Much in the same way as you should pick a topic you’re passionate about to start building your brand and find ideas to write about, you should also consume what people inside your niche are writing about. As Daniel says, “if you’re going to be good on a platform, you have to consume what great people have done on that platform.” He recommends “seeking out the top 10 people in your niche [...] and commenting on those posts because every post to me is a conversation. If you think of it as a mini conversation you’re having with that person, [it will] give you valuable insights.”
And then, there’s consistency. We’ve already talked about it being vital to building a brand, but it’s just as important to scaling that brand’s audience. If you’re not a constant and consistent presence on LinkedIn — or any other channel, for that matter — people won’t rely on you as a content source, and your audience just won’t grow.
Audience vs. Community
When talking about building a personal brand, the question might pop up about what a person is really trying to grow. Is it an audience, that consumes and engages with the content, or a community, where people don’t just interact with the content but also with each other?
Daniel thinks, if you play your cards right, you’ll eventually do both.

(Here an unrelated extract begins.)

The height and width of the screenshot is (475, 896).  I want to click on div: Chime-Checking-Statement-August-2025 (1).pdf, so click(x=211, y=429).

“I think an audience is great because you reach a larger amount of people and you are educating a larger amount of people about a topic. And community is great because you build a place where people could talk to each other and get information from each other and learn from each other.”
He also believes that a community emerges almost organically, as “the raving fans” amongst your audience. “I think as you build the audience, you'll get a couple of community members that start growing out of it. But I think reaching the most amount of people to push out your message is always the goal in marketing.”

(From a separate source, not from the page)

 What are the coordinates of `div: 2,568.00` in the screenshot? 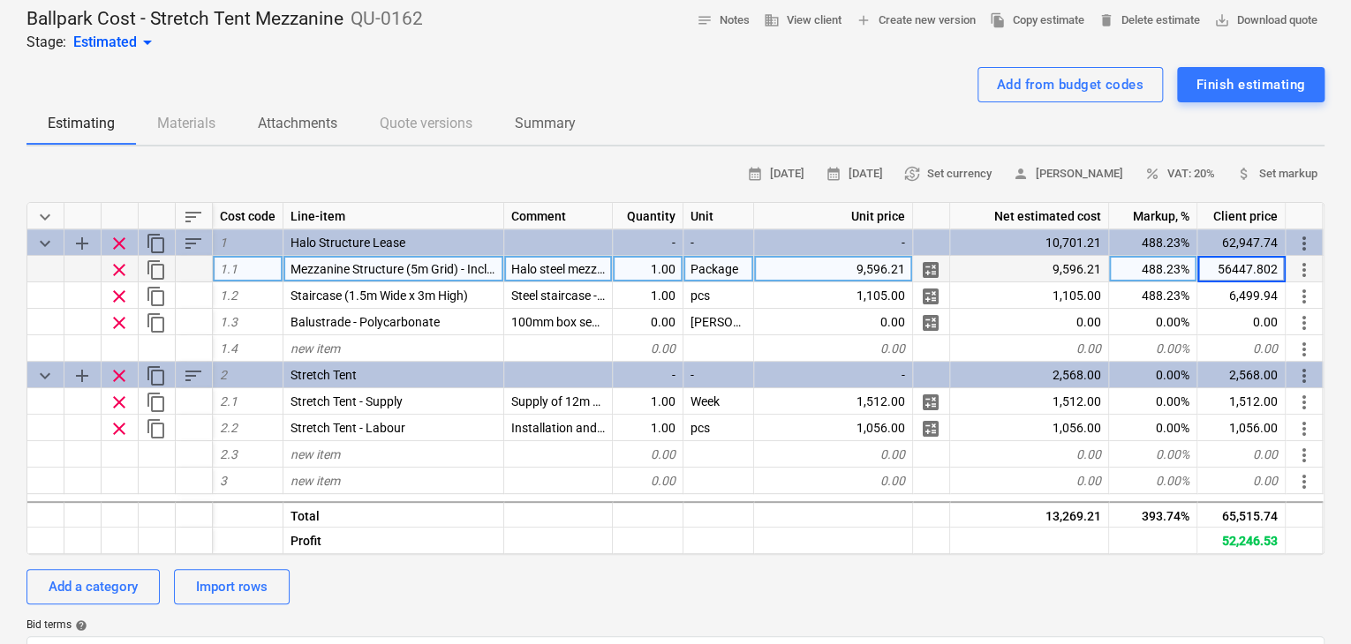 It's located at (1241, 375).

Here, again, consistency comes up as the guiding principle. For Daniel, “you have to keep building and building and be consistent because otherwise, people go somewhere else. So you have to keep nurturing [them] and keep growing.”
The Challenge of Marketing to Marketers
The content Daniel produces both for his personal pages and for The Marketing Millennials podcast is aimed at other marketers. One could think that marketing to other marketers would be easy.
That’s not quite the case.
In fact, marketing to marketers can well be harder than marketing to other people.
Daniel shares this view, and he tells us why: “Marketers get marketing. So you can’t just do all the traditional stuff that people do to convert people.” Not just that, but marketers are also very word-of-mouth driven, in Daniel’s opinion, even more so than other people. So, they’re very likely to talk to each other and get their peers’ opinions on certain topics or tools, which can make coming across to them as a relevant voice more difficult.
The good news is that, as a marketer yourself, you have the upper hand.
Daniel explains how, in content production, one of the biggest mistakes people make is not having someone creating that content that speaks as your target audience does. “People are just creating content without talking like that group of people. And that's where it comes to fail. That's why you see the [businesses] using influencers and creators and stuff like this more and more, because they understand their audience better than anybody.”
He adds that “the best way to market to any group of people is you need someone with expertise in that group to talk to them, [so] if you're going to talk to marketers, you really need someone who is a marketer to talk to them. Otherwise, it feels like marketing.”
So, at the end of the day, who better to speak to marketers than marketers themselves?
To Conclude
The path to a successful personal brand is not linear, and there is no saying how long you’ll need to get to your desired destination. However, following Daniel’s tips is a good place to start.
If you want to hear more about Daniel’s journey to building successful personal and podcast brands, listen to the full episode below or tune in on Apple Podcasts, Spotify, or Google Podcasts.